Granted, the logistics of the English spelling system are pretty ridiculous, but they're already in place, and they work. I don't see why we should cater to the needs of people who want to make up their own rules. Ken Smith assumes that the way of spelling is slowly going towards more and more incorrect, but what about the vast majority of people who can spell, or at the very least are good at recognizing properly spelled words? It would be far easier, as you suggest, to reassess why spelling is such an issue and fix it at school. Otherwise, a few accepted misspellings could eventually lead to text style spelling being acceptable, and that's truly terrifying. In a world that claims to be super gung ho about communication, we certainly don't place accuracy or clarity all that high.

jjfs85 said...

I hear there's a pretty geeky artificial language called Lojban that is completely regular, as in:
-spelling is phonetic
-all grammatical rules are without exception
and
-combining the 1300 root words can create a vocabulary of millions of words.
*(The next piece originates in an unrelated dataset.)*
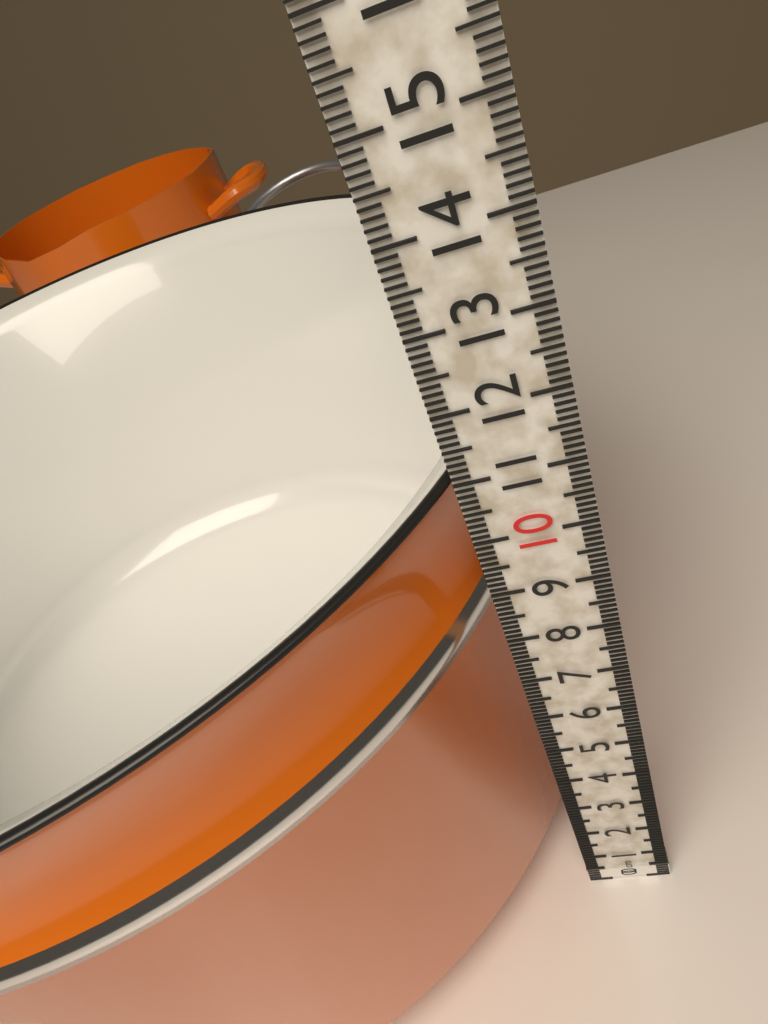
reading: 10.9 cm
They also claim that it's easy to learn. I wish English were like that instead of all convoluted with its complex grammar structures, rule exceptions, silent letters, and adopted foreign words. Gah.
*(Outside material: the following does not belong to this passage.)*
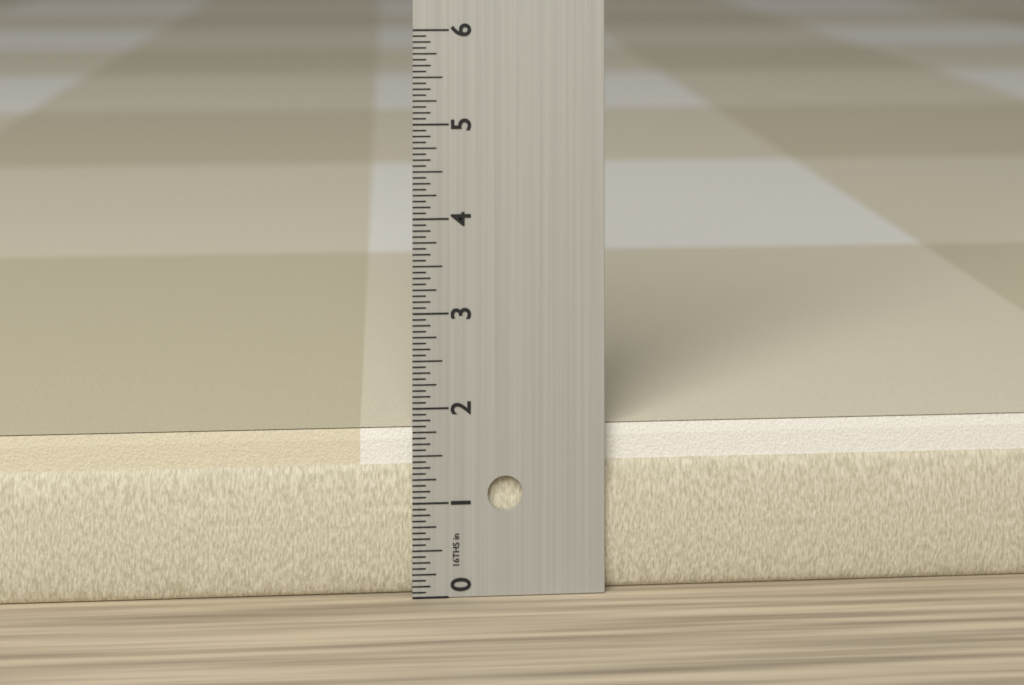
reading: 1.7500 in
Oh yea, http://www.lojban.org

petpluto said...

See, JJ, I feel completely the opposite. Language is fluid, and what I think is so cool about English is that the rules can be bent and new words created or brought in from other languages. There is nothing deriving from English that quite gets the point across like if you just use the word "ennui". Grammar is cool because it is complex and because it allows for human variance in a way a perfectly "logically" constructed language does not. I can't see Whedon being able to do his thing in Lojban.

MediaMaven said...

Ken Smith is an idiot.

I don't think you're giving yourself enough credit. You're really not that bad of a speller, and you correct yourself and know when you spell things wrong.

Standardized spelling is important because the language wouldn't function without it. We'd all be scrambling around to figure out what other people meant to get anything done, and I think we do too much of that already.

petpluto said...

I think you're giving me too much credit for spelling (thanks though!); much of that is the helpful squiggly line that pops up under a misspelled word. And then I'm just crazy enough to try a variety of spellings until I get the right one, utilize m-w.com if I can't figure it out for myself, or -on extremely (now) rare occasions- call Jess and ask her.